The CT6 will be the first vehicle on the road that uses steel-to-aluminum welded parts. The first application of the manufacturing process will be the seat frame, and engineers are close to approving its use on a bracket in the hood. This is a particularly tricky assembly method because of corrosion issues and temperature differences: Aluminum is already molten by the time steel is just getting warm.

Other ways GM is reducing weight is by cutting holes in parts and using less metal on the flanges of panels that have to be welded together. The results of GM’s lightweighting strategy so far have been impressive.

Curb weights are coming down, and not just by a few pounds. The redesigned 2016 Chevrolet Malibu dropped 300 pounds over the 2015 model. The 2016 Chevy Camaro is not only 400 pounds lighter than the 2015 car, but it weighs nearly 200 pounds less than its archrival, the Ford Mustang. The Chevrolet Volt and Cruze, also redesigned this year, each weigh about 250 pounds less than the cars they replace.

Two things make those weight savings numbers even more impressive. First, engineers struggle to save ounces. Saving, say 10 pounds, is a major victory. Shaving hundreds of pounds off vehicles -- without massive downsizing -- is unprecedented. And second, GM is reducing vehicle weight at the same time content is increasing.

While Ford has reduced the weight of the F-150, it hasn’t done much else. Curb weights for the Escape, Explorer, Edge, Fusion and Focus are all up over the vehicles they replaced. FCA doesn’t talk about reducing weight; neither does Toyota or Nissan, both of which are lagging far behind in the use of aluminum and other lightweight metals.

Auto writers and consumers tend to expect the powertrain to do most of the heavy lifting when it comes to reducing CO2 emissions and improving fuel economy.

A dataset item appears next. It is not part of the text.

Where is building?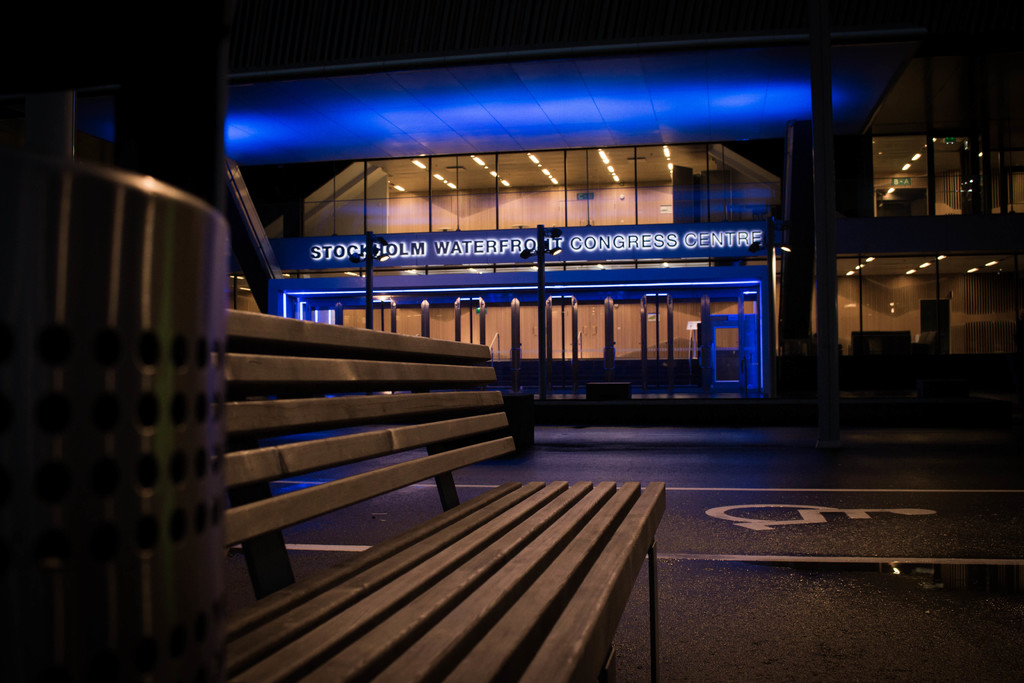
x1=1 y1=0 x2=1023 y2=682.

Klein says GM looks at vehicle development more broadly than that and is combining its lightweighting expertise with advanced propulsion systems, optimized components and aerodynamic refinements.

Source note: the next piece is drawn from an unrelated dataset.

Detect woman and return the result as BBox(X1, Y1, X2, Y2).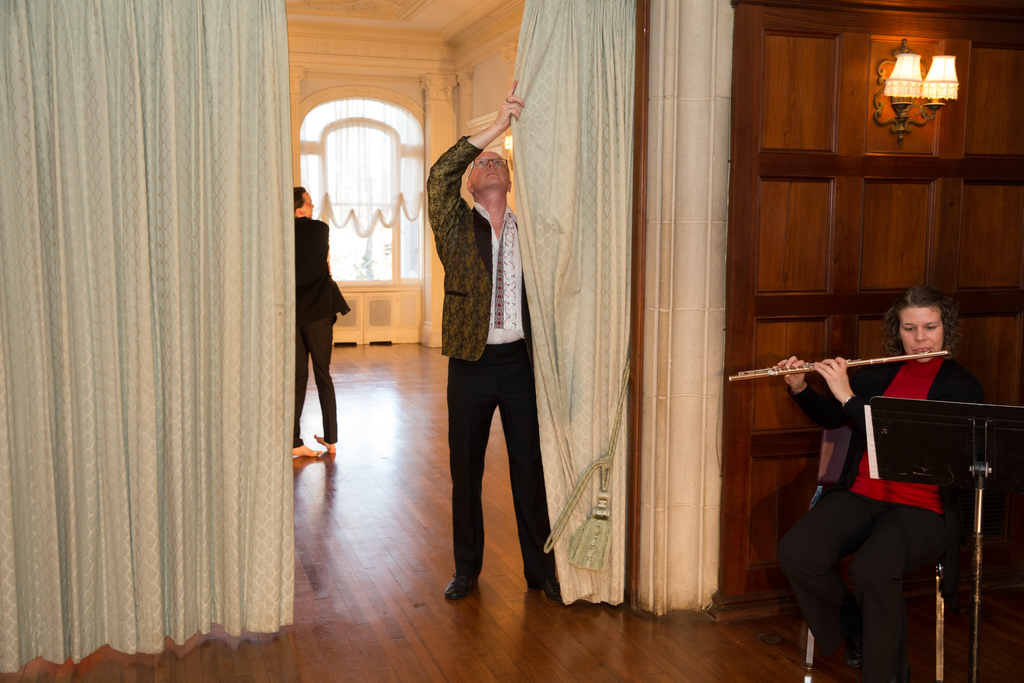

Future lightweight components GM plans to introduce include carbon-fiber wheels for regular production vehicles and one-piece composite -- glass fiber sheet and metal -- floorpans for cars.

Marco Palmieri, senior vice president of North America for aluminum supplier Novelis, told me he sees GM’s mixed-materials strategy, not complete aluminum bodies, as the future.

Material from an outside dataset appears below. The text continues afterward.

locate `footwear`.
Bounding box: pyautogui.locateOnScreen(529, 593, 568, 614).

“There will be more mixed-materials vehicles, and we may see some all-aluminum vehicles, such as luxury cars with volumes of between 100,000 and 150,000 vehicles per year, changing to all aluminum. That is my own view,” he told me.

I like to say that GM is either scary bad or scary good. The company’s past troubles have been well-documented. But GM’s lightweighting strategy reveals a company on top of its game in engineering and product development.

When was the last time you could say that about GM?